It has things that sense your dog, the dog next door.... or any pet for that matter. Cameras that continuously upload imagery... and remote (mobile) control. After labor and all the other costs.... it nets 120K/year. He wants wants 4.8 Million for it. Is that worth it? I think its a bargain.
From just that information, no. 40X profits? How do you get your money back unless there is information we don't have.
This is not within my expertise and I don't have enough information to place a value. To pay even 20X, I would need a product that can't be copied with a very high growth rate. I'd even question 10X without protection and growth.
Hahahahah Robert... I gotta admit.... I was just pulling everybody's chain. I just wanted to make a point about PE and reality in this market. When I see a gravel operation on the NYSE with a PE of 59.... I think people are losing sight of reality. Of course you wouldn't buy the fence company that would take 20 years to pay off....even if you could grow it to all the neighboring cities.... and then some. I could find 1000 stupid stocks like this..... Common sense... thats what Buffet has. Thats how you get rich.
Valuations fascinate me. I think when evaluating the stock of a particular company its important to remember the "real world" valuations as if you were actually buying the company. A profitable small manufacturing operation can be had for 2X profits plus tangible assets. Putting a valuation on growth potential is difficult depending on the product. A mom and pop retail store gets an earnings multiple between .75 and 1.5. plus inventory and other tangible assets A contractor (plumbing, HVAC, Electrical) gets at the most 2X net sales plus equipment and inventory. Now software (intellectual property) is a different game of course. The gift that keeps giving. Kevin O'Leary on Shark Tank will never take an equity position in a start-up that will require more than 2 years for him to re-coup his initial outlay. That's a PE of 2 right? But people pay enormous sums for stocks without batting an eye. Its like we've lost sight of the fact that in the end, you are buying a company. Or a piece of it.
You do need to remember that valuation on a startup is a different universe from valuation of a publicly listed company. The (highly oversimplified) VC model is that you make 100 investments fully expecting 80 to fail completely, 10 to be "zombies" which is what the rest of the world calls a moderately successful company but is a failure for them because they don't get a 9 figure exit, seven or eight 9 figure exits that pay the bills, and if they're lucky one or two or three unicorns that make them rich.
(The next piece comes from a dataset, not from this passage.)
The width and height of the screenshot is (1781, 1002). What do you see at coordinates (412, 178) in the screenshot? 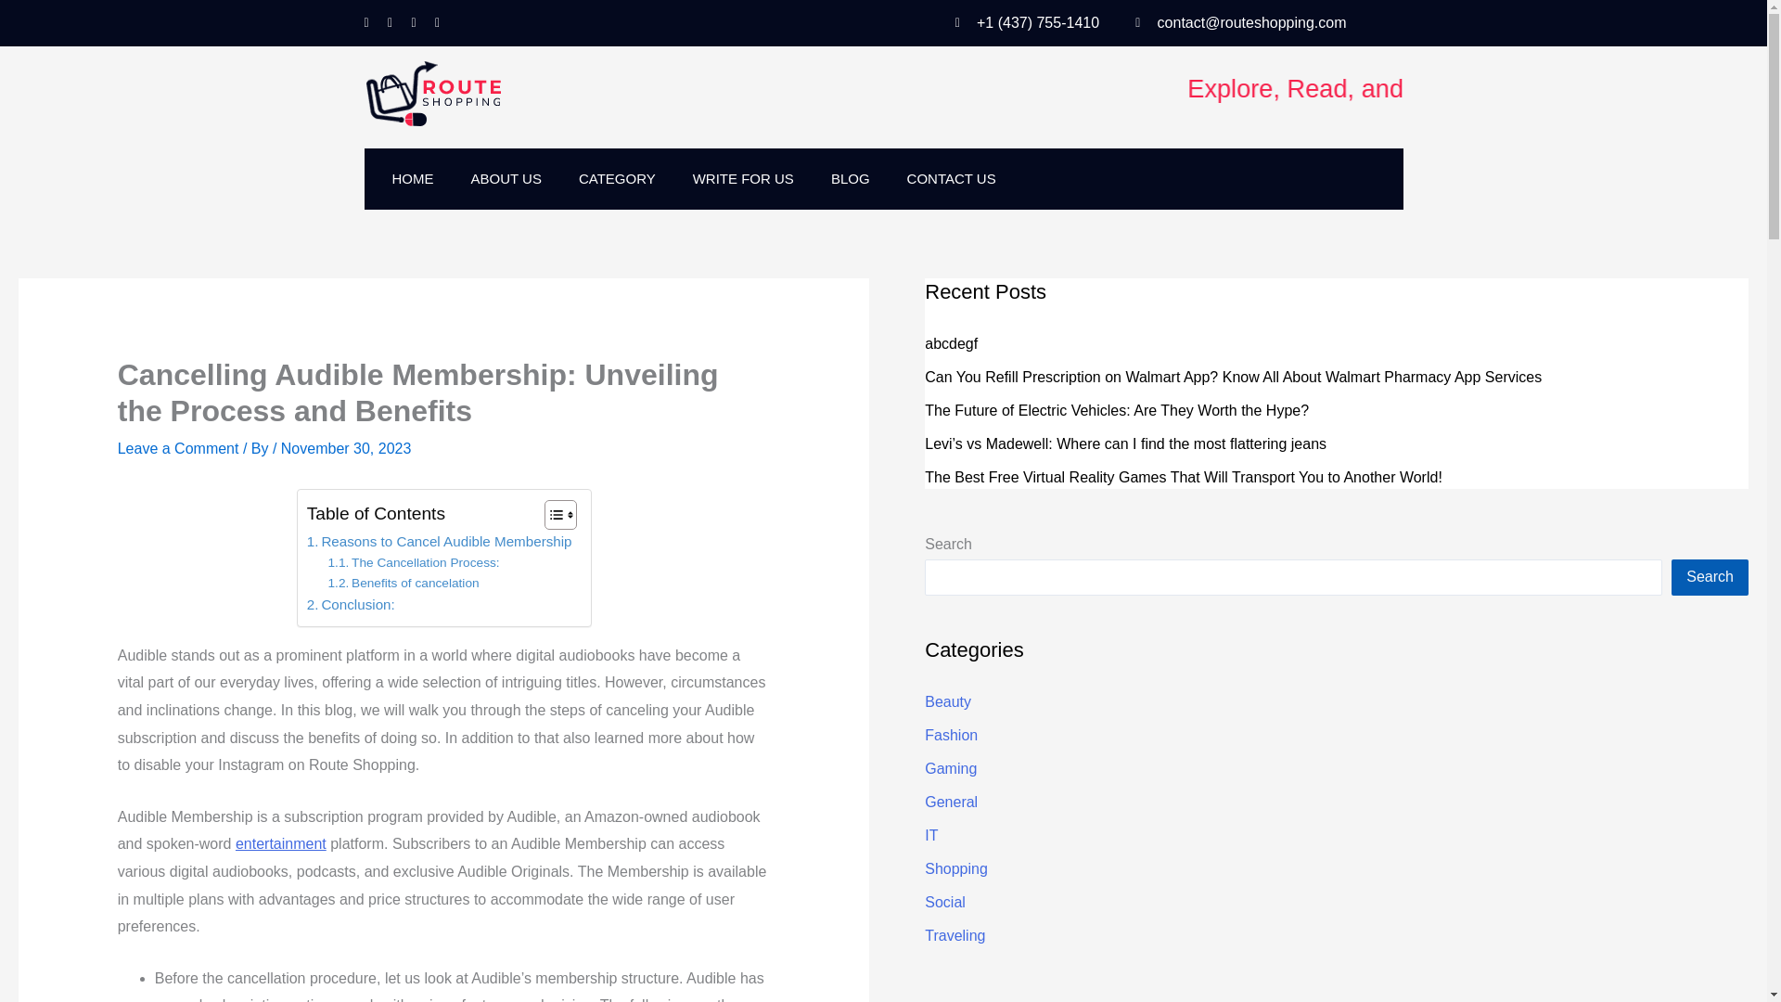
I see `HOME` at bounding box center [412, 178].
So you don't care at all about "getting your money back in x years", that would be a zombie which they hate almost more than a fast failure because it sucks up their time. You only care that there is some potential for the company to have at minimum a $100M+ exit in a reasonably short amount of time. That makes concepts like PE completely inapplicable to that model. There's certainly debate over the model, but be careful not to conflate it with public company investing, they're really in different universes.
I thought you meant an electric fence, or a dog collar that gives a slight, small zap when it crosses the imaginary line/fence. ...I was about to say you could Make a Killing in the Shock Market. Call me presumptions, but when you said the asking price for that business was 4.8 million...I knew you were faking. You don't have multiples of millions. Let alone a million. This is ET. no one does. Judging a company strictly by its PE ratio is not that great to use...because by that measure, Amazon had a PE ratio of like 200x earrings not that long ago. It would have been kind of silly to call Amazon a shitty, overrpriced company that's bound to tank and go nowhere.
Lugar.... you say the stupidest things sometimes. Example: The world friggin knows AMZN and NFLX have no earnings. And what is the number one discussion about them by nay-sayers? Earnings. You pick one example out of 8000 publicly traded companies and generalize an age old metric that is studied and taught in every MBA program and every book ever written on the stock market and say "its not that great to use"... That is just f'ing dumb dude. Dumb. Example 2: You have no idea what I, or anyone else on ET has. Again, dumb like a f'n stump.